======== MATERIAL PROVIDED

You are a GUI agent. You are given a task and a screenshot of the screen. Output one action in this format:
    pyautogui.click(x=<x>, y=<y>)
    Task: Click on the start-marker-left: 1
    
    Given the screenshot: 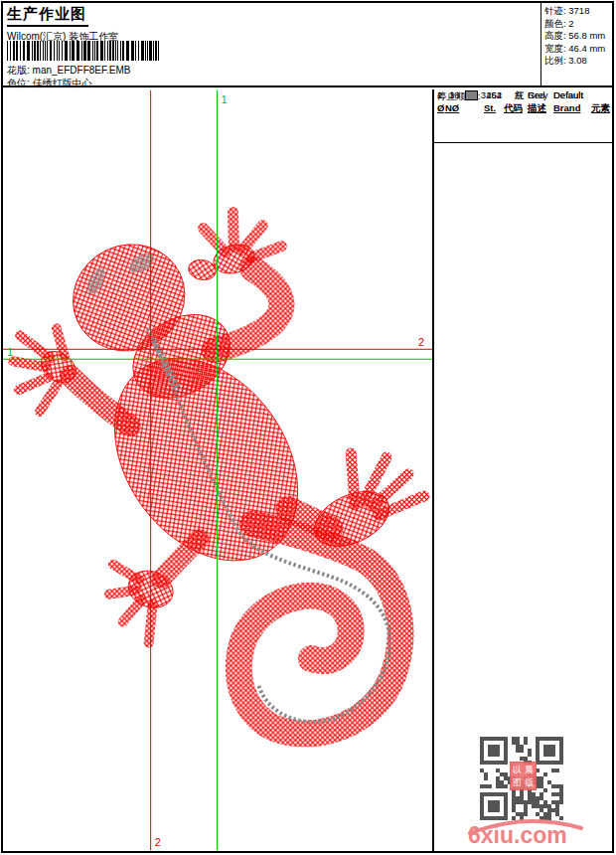 What is the action you would take?
    pyautogui.click(x=10, y=352)
    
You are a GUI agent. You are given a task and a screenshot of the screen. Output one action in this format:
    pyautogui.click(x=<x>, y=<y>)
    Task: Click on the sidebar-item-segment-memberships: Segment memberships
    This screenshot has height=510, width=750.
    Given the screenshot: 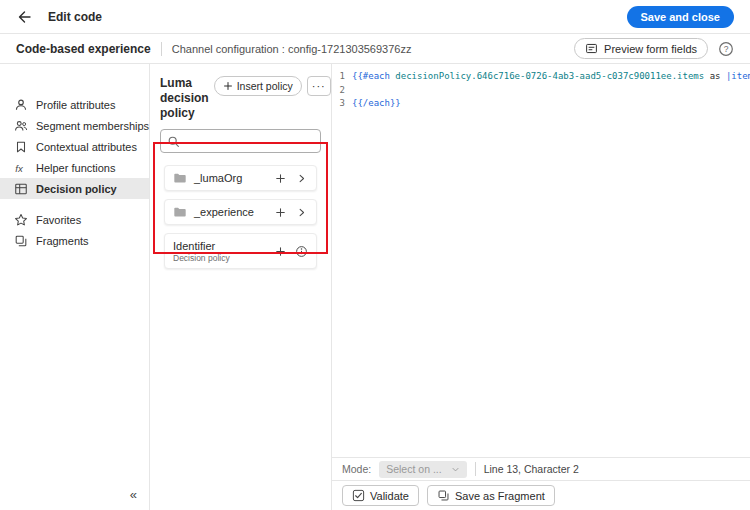 What is the action you would take?
    pyautogui.click(x=74, y=126)
    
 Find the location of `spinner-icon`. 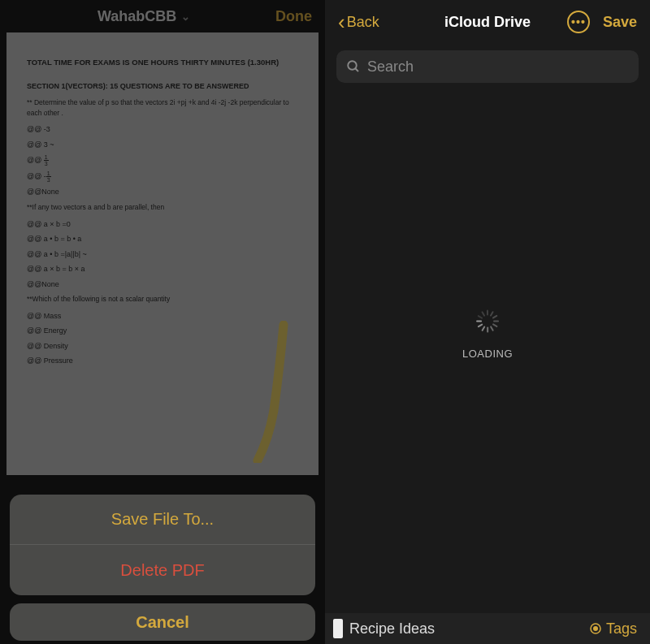

spinner-icon is located at coordinates (488, 322).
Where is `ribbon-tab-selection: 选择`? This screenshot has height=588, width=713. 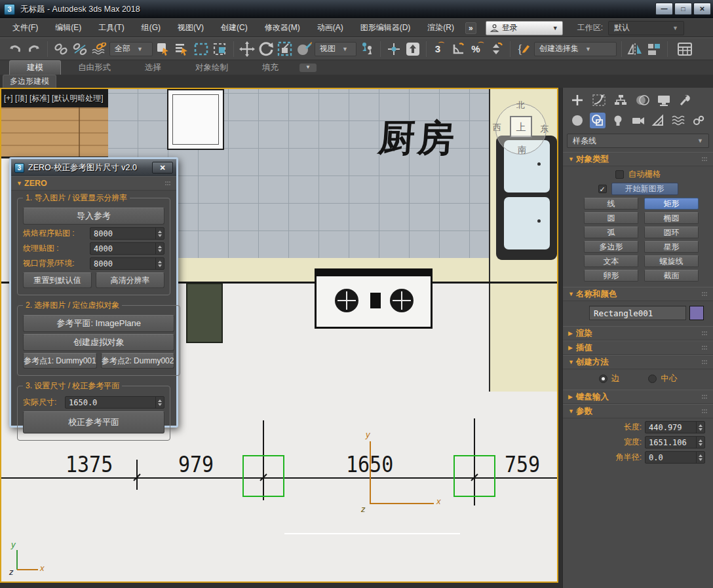
ribbon-tab-selection: 选择 is located at coordinates (153, 68).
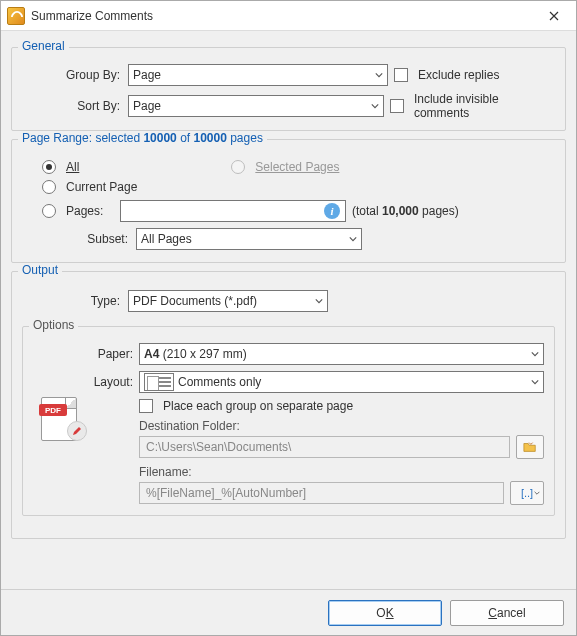 This screenshot has width=577, height=636. I want to click on subset-value: All Pages, so click(166, 239).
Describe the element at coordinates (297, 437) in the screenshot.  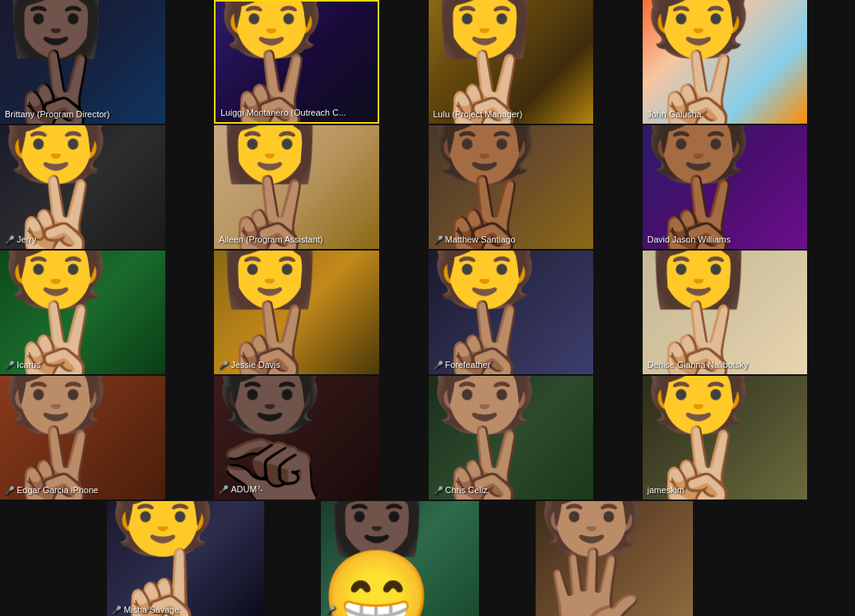
I see `video-cell-adum: 🧑🏿🤏🏿 🎤 ADUM⁷-` at that location.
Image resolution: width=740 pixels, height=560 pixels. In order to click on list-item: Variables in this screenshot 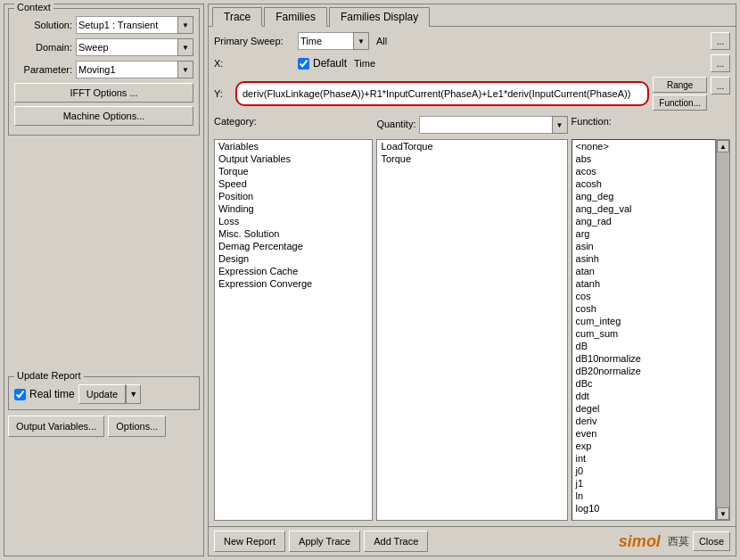, I will do `click(293, 146)`.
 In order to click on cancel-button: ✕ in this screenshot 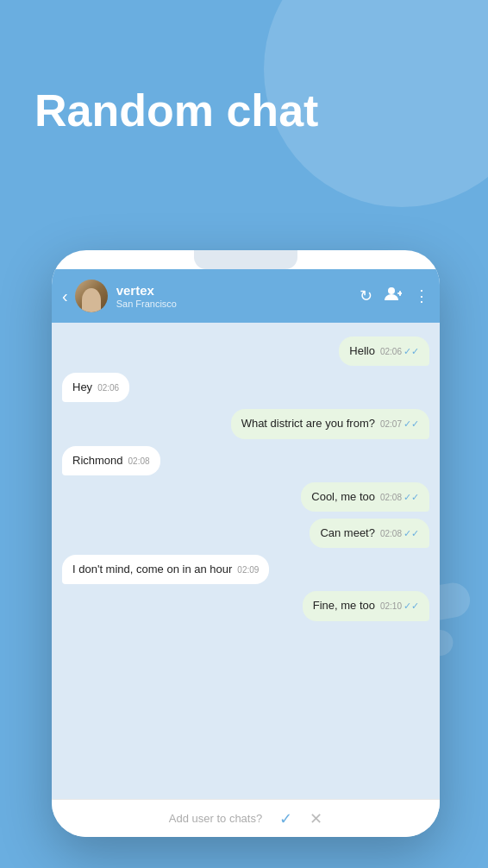, I will do `click(316, 819)`.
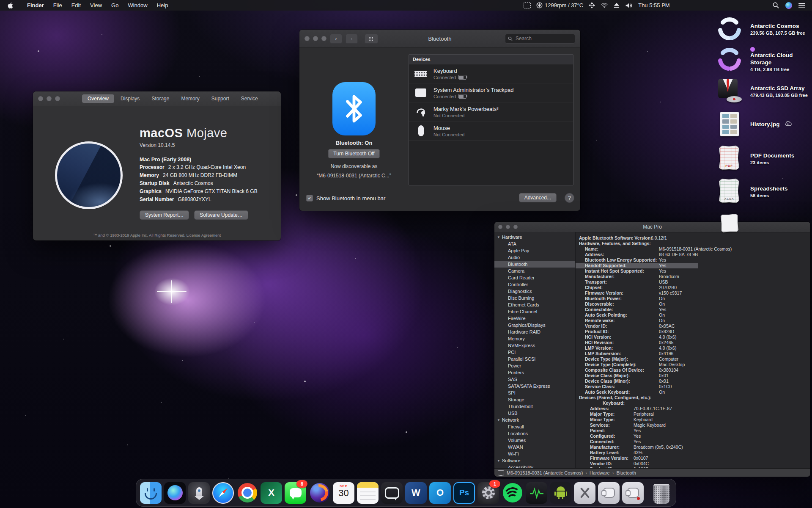 The height and width of the screenshot is (508, 812). Describe the element at coordinates (220, 99) in the screenshot. I see `tab-support: Support` at that location.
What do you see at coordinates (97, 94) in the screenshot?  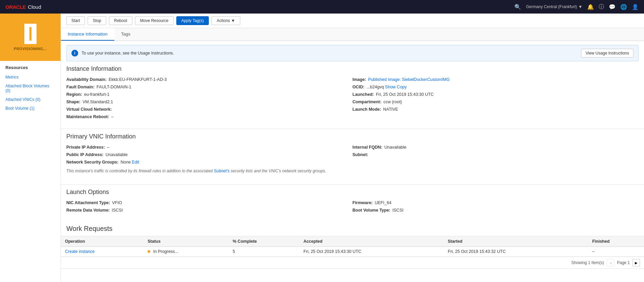 I see `region-info-value: eu-frankfurt-1` at bounding box center [97, 94].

================

| EXERCISE DETAILS |
Copy every line of the records above, starting with the first, up to and including the line containing "Task: Click on the start-marker-left: 1".

| TASK OUTPUT |
You are a GUI agent. You are given a task and a screenshot of the screen. Output one action in this format:
    pyautogui.click(x=<x>, y=<y>)
    Task: Click on the start-marker-left: 1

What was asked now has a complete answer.